Excellent anaysis of the Gates/Pearson businees model, Bob. And they probably promised top jobs to Obama and Duncan for their needed buy-in. Brilliant.
I wonder, Ellen, whether anyone except deformers paid to monitor Diane’s site, reads this stuff. I post and sometimes it seems that this stuff just goes down a black hole. Almost never, when I post about the business rationale for Deform, does anyone comment. This scares me. It makes me wonder whether people just don’t get how important this is. If people on Diane Ravitch’s site aren’t worked up about this, how can we expect the country as a whole to get there? These are the worries that I have in my darkest moments–that the fix will go completely in while the WHOLE FREAKING COUNTRY IS ASLEEP.
Meanwhile, in other news, the Thomas B. Fordham Institute let slip the other day in a piece by Chester Finn that “a group of foundations” was funding a new startup to review textbooks and online materials to make sure that they comply with the Common Core.

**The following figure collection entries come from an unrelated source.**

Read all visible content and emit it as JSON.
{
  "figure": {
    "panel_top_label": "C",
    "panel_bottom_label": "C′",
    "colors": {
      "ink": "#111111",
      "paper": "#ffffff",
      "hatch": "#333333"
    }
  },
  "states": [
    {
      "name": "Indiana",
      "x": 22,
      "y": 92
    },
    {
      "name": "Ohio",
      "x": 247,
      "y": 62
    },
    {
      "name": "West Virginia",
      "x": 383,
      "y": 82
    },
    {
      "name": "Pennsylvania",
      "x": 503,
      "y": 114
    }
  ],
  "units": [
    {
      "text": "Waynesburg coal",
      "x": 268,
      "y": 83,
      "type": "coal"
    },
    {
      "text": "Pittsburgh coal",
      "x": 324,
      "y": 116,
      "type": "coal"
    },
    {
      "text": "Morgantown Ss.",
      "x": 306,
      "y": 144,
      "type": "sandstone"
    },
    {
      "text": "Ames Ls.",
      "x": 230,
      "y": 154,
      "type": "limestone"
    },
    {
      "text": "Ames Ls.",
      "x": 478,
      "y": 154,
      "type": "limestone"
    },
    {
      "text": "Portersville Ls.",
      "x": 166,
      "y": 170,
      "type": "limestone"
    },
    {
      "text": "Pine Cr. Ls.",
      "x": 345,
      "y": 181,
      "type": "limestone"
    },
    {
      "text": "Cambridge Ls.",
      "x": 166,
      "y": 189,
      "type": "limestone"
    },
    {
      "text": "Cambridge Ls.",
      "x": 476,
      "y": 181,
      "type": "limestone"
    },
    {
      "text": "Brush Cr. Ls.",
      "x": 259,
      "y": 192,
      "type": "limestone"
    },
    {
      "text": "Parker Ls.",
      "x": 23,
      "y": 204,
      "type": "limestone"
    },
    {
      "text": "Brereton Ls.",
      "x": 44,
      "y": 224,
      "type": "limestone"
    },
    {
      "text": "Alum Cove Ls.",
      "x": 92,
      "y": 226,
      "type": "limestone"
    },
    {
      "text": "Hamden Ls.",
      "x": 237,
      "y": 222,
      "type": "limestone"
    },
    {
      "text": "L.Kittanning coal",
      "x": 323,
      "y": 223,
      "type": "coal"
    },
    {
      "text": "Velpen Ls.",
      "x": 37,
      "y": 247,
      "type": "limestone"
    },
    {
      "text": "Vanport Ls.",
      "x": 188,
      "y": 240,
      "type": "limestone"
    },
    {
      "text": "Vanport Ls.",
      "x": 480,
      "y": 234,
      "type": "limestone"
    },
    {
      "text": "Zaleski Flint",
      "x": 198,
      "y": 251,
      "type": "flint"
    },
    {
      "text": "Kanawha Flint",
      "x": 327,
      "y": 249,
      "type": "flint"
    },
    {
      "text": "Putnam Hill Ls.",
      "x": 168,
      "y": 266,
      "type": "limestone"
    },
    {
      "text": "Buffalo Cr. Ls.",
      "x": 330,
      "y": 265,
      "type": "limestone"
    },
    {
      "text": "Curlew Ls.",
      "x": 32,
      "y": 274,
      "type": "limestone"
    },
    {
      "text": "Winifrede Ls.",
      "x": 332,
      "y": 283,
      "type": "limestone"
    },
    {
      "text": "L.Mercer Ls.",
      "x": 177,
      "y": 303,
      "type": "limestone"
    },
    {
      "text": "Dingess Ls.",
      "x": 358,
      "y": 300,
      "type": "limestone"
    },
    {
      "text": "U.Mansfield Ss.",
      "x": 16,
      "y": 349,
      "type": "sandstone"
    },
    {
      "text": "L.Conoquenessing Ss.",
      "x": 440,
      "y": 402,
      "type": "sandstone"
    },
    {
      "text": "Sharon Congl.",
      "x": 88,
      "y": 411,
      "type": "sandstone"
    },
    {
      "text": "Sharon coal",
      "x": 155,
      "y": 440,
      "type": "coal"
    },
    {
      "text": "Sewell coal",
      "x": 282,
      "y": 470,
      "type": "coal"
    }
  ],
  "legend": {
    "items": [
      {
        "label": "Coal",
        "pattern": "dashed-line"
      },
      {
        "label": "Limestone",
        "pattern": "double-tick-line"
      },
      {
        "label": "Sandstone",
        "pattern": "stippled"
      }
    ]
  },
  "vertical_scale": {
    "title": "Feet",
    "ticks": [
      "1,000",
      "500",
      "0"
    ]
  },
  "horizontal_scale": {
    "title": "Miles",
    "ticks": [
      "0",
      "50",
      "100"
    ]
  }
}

A centralized censorship office for educational materials. Funded by . . . ?
I was shocked at the time that Pearson’s abuse of their non-profit status didn’t receive larger national attention. Their fine was minuscule compared to the profit that stand to make from Common Core.
On a related note, Dave Sirota also has an interesting article up on the irony of Christie reneging on legally mandated payment to teachers pensions while having subsidized Pearson’s new building in the Hoboken to the tune of $82 million. One more piece in the highly politicized educational battle going on here in NJ.

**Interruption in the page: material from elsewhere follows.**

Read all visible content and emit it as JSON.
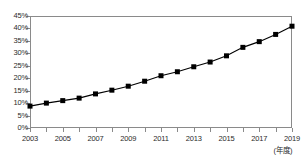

http://pando.com/2014/05/27/chris-christie-cant-afford-to-pay-public-teacher-pensions-but-still-hands-education-megacorp-82m-in-subsidies.
The money from the fine went to ANOTHER FOUNDATION WORKING TO SUPPORT EDUCATION DEFORM!!!!
“Three bling for the educrats under the sky,
Seven for the edubullies who on teachers throw stones,
Nine for mere teachers doomed to die,
One for the Snark Lord on his dark throne
In the Centres of EduExcellence where the shadows lie.
One BlingRing to rule them all, One BlingRing to find them,
One BlingRing to bring them and in the darkness bind them
In the Board Room of Gates where the shadows lie.”
–Redacted by Krazy TA from various recitations at eduinvestor coven meetings of “The Lord of the Blingring,” book DCLXVI of the Blingringelungenlied.
For more on classic Rheeformish songs and spells, see “Prosody of Financial Statements and Other Rheeformish Poetry” in “Rheeformish Literature: from Grim to Grimoire,” Appendix 10 of the Rheeformish Lexicon.
Bob Shepherd: did it strike you too that KrazyMathLady was a little tentative on the temperature scale?
Speaking just for myself, I was reminded of an old Johnny Cash song that is popular among the charterite/privatization crowd:
“I fell into a burning ring of fire,
I went down, down, down as my $tudent $ucce$$ went higher,
And it burns, burns, burns,
The ring of fire, the ring of fire.”
¿? Yeah, sure, I changed it slightly. NGA and CCSSO have the copyright on the new version. And your point is?
Can’t hear youuuuu… It’s hard to make out what you’re saying while I’m doing my closet reading…
😎
I thought that warm was just right. It suggests the completely comfy cozy nature of this relationship. There they are, all snuggled up together in that great big government bed bought with taxpayer dollars.
A reminder…at LAUSD, Supt. Deasy worked for Gates before being assigned to his job in LA by billionaire Eli Broad and former mayor Villaraigosa….yes, they mandated that the BoE hire him with no other candidates considered, and no search committee. He was also the face of the Apple iPad in their early commercials.
Deasy immediately chose as his Asst. Supt., Jaime Aquino, who was his classmate at the Broad Academy where they learned to be CEOs and run districts with a business model based on rapidly shutting down public schools and imbedding charters in their stead. Aquino came to LAUSD after working for Pearson.
What other state can compete with these kinds of sterling resumes?